Valuable personal items listed individually on the policy.
Scheduled articles are specific valuable personal items individually described and insured on the policy, usually with their own stated amount or valuation basis.
Standard contents coverage is broad enough for ordinary household property, but it often handles high-value categories more cautiously. Jewellery, watches, collectibles, cameras, bicycles, instruments, and similar items may face category sublimits, narrower theft treatment, or stricter proof requirements unless they are scheduled separately.
In Canadian home, condo, and tenant insurance, scheduled articles usually appear through an endorsement or separate personal-property listing attached to the base policy. The schedule often records the item’s description, serial number, appraisal basis, and insured amount. That does two things at once:
This is why scheduled articles sit between ordinary contents insurance and more specialized floaters. The concept is personal-lines specific: instead of treating all belongings as one undifferentiated group, the policy singles out articles that deserve their own treatment.

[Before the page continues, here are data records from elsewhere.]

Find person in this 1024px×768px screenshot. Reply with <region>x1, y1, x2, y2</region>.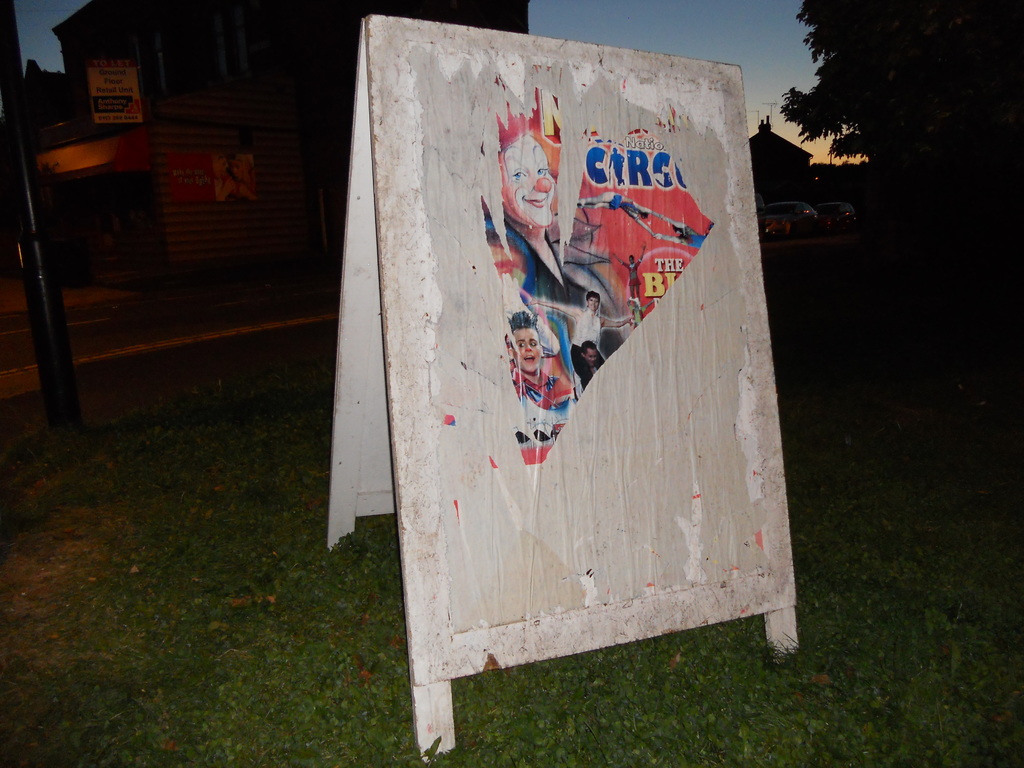
<region>653, 213, 701, 253</region>.
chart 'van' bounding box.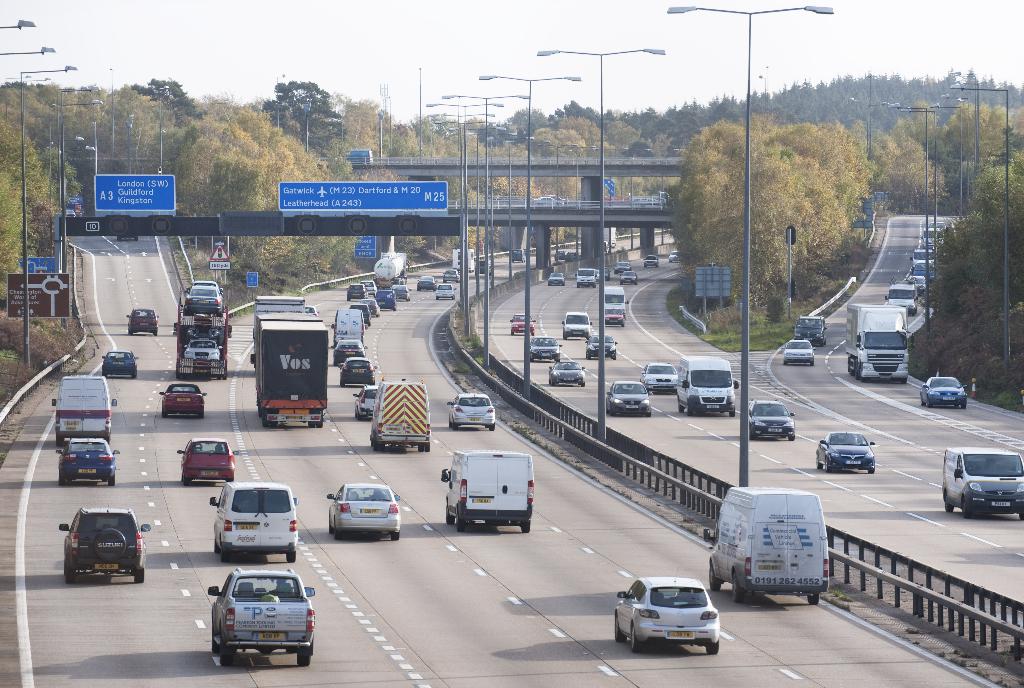
Charted: 938,445,1023,519.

| Reason | Why it matters |
|---|---|
| The item exceeds a standard category sublimit | A high-value item may be underinsured if left only in the general contents bucket. |
| The insured wants clearer theft or portability treatment | Some categories receive better certainty once listed separately. |
| The insurer wants detailed underwriting information | Serial numbers, appraisals, or descriptions reduce ambiguity before the loss. |
| The value is too important to leave to broad wording alone | Scheduling reduces reliance on generic contents wording and post-loss argument. |
A tenant owns a high-end bicycle and a valuable watch. The tenant policy includes broad contents coverage, but the broker points out that the theft treatment for those categories is tighter than the tenant expects. The items are added as scheduled articles so their insurance treatment is clearer before a claim ever happens.
That change is not only about the limit. It also gives the file a cleaner record of what the items are, how they were valued, and how the insurer agreed to treat them before anything is stolen or damaged.
Scheduled articles are closely related to scheduled property, but the phrase usually points more specifically to personal valuables on home-style policies.
They are also not identical to a personal articles floater. A floater may use broader portable-property wording, while scheduled articles can simply mean individually listed items attached to the base personal-lines policy.
Readers also sometimes think scheduling an item is only about raising the limit. It is usually also about valuation certainty, theft treatment, portability, and documentation.
They may also assume every valuable item must be scheduled. In practice, the decision depends on the policy’s existing category treatment, the item’s value, and how much certainty the insured wants.
Appraisals, purchase records, and renewal reviews still matter. A scheduled item with an outdated value or incomplete description can create avoidable friction when a loss occurs.